The same way you can inject implementations using props:
// Page.tsximport { Cookie } from './Cookie';import { LoginForm } from './LoginForm';interface PageProps { cookie: Cookie;}export function Page({ cookie }: PageProps): JSX.Element { if (cookie.get('loggedIn') === '1') { return <div>You are logged in</div>; } else { return <LoginForm /> }}
However, if the component using volatile dependencies is deep inside the components hierarchy (i.e. is far from Composition Root), you might end up in props drilling. React context, while requiring more setup (context object, useContext()
hook), doesn't have this problem.
3. Summary
The components of your Front-end application can use a multitude of libraries.
Some of these libraries, like lodash
or even the built-in JavaScript's utilities are stable dependencies and your components
are free to depend directly on them.
However, sometimes the component requires dependencies that may change either during runtime, either depending on the environment, either other reason to change.

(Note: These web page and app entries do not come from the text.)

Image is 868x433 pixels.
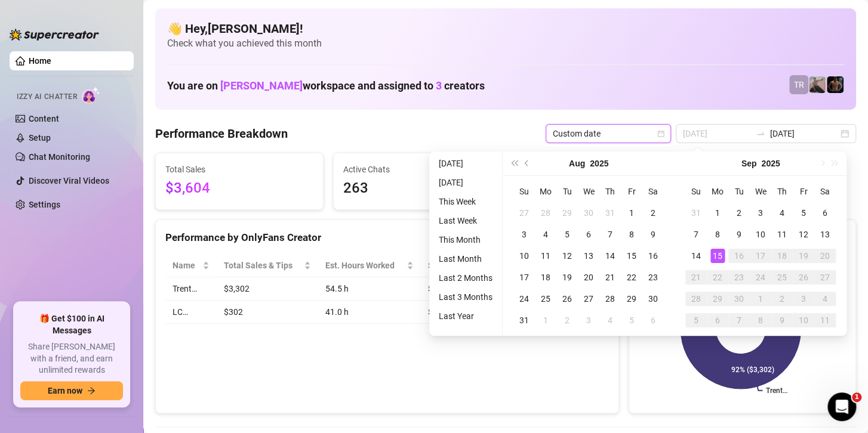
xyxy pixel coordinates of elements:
span: Custom date [553,125,664,142]
td: 2025-09-11 [771,224,793,245]
div: 10 [796,313,811,328]
li: Last Year [434,309,497,324]
span: [PERSON_NAME] [220,80,303,92]
div: 21 [603,270,617,285]
td: 2025-08-29 [621,288,643,309]
th: Fr [621,181,643,202]
td: 2025-09-22 [707,267,728,288]
td: 2025-08-03 [514,224,535,245]
td: 2025-10-02 [771,288,793,309]
td: 2025-09-05 [621,309,643,331]
img: AI Chatter [82,87,100,104]
a: Discover Viral Videos [29,176,109,186]
div: 3 [796,292,811,306]
td: 2025-09-06 [643,309,664,331]
td: 2025-10-11 [814,309,836,331]
div: 29 [560,206,575,220]
li: This Week [434,194,497,209]
td: 2025-08-18 [535,267,556,288]
td: 2025-09-09 [728,224,750,245]
a: Setup [29,133,51,142]
span: Total Sales & Tips [224,259,301,272]
div: 9 [775,313,789,328]
div: 1 [753,292,768,306]
td: 2025-09-07 [685,224,707,245]
div: 8 [624,227,639,241]
div: 31 [517,313,531,328]
th: Fr [793,181,814,202]
li: [DATE] [434,156,497,171]
div: 27 [582,292,596,306]
div: 30 [732,292,746,306]
td: 2025-09-20 [814,245,836,267]
button: Choose a year [590,151,608,175]
div: 14 [603,249,617,263]
li: Last Month [434,252,497,266]
div: 14 [689,249,703,263]
th: We [750,181,771,202]
button: Choose a year [761,151,780,175]
div: 5 [560,227,575,241]
th: Total Sales & Tips [217,254,318,278]
div: 11 [538,249,553,263]
td: 2025-09-23 [728,267,750,288]
button: Previous month (PageUp) [521,151,534,175]
div: 28 [538,206,553,220]
img: Trent [827,76,843,93]
div: 4 [775,206,789,220]
td: 2025-10-05 [685,309,707,331]
div: 6 [646,313,660,328]
div: 2 [775,292,789,306]
span: TR [794,78,804,91]
div: 3 [753,206,768,220]
td: 2025-09-02 [728,202,750,224]
td: 2025-08-17 [514,267,535,288]
td: 2025-09-05 [793,202,814,224]
div: 16 [646,249,660,263]
th: Sa [643,181,664,202]
a: Home [29,56,51,65]
td: 2025-09-02 [556,309,578,331]
td: 2025-08-10 [514,245,535,267]
div: 17 [753,249,768,263]
span: 🎁 Get $100 in AI Messages [20,313,123,337]
td: $302 [217,301,318,324]
div: 22 [624,270,639,285]
td: 2025-09-19 [793,245,814,267]
div: 19 [560,270,575,285]
th: Mo [707,181,728,202]
td: 2025-10-10 [793,309,814,331]
span: 1 [852,392,862,402]
td: 2025-09-14 [685,245,707,267]
img: logo-BBDzfeDw.svg [10,28,99,41]
div: 10 [517,249,531,263]
div: 24 [517,292,531,306]
td: 41.0 h [318,301,421,324]
text: Trent… [766,386,788,395]
td: 2025-08-15 [621,245,643,267]
div: 9 [732,227,746,241]
div: 26 [796,270,811,285]
div: 18 [538,270,553,285]
td: 2025-08-30 [643,288,664,309]
td: 2025-09-10 [750,224,771,245]
td: 2025-10-01 [750,288,771,309]
div: 22 [711,270,725,285]
td: Trent… [165,278,217,301]
span: calendar [657,130,665,137]
span: $3,604 [165,177,314,200]
td: 2025-08-07 [599,224,621,245]
div: 27 [517,206,531,220]
td: $60.59 [421,278,499,301]
td: 2025-09-01 [707,202,728,224]
td: 2025-09-28 [685,288,707,309]
td: 2025-08-20 [578,267,599,288]
td: 54.5 h [318,278,421,301]
h1: You are on workspace and assigned to creators [167,80,485,93]
span: to [756,129,766,139]
div: 29 [624,292,639,306]
td: 2025-09-08 [707,224,728,245]
td: 2025-10-08 [750,309,771,331]
a: Settings [29,200,60,209]
td: 2025-08-31 [685,202,707,224]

These dependencies fall in the category of volatile.
Good design makes the components not depend directly upon volatile dependency, but rather depend on a stable interface (by using the Dependency Inversion Principle) that describes the dependency, and then allows a dependency injection mechanism (like React context) to supply the concrete dependency implementation.
What's your opinion: does good design of volatile dependencies worth added complexity?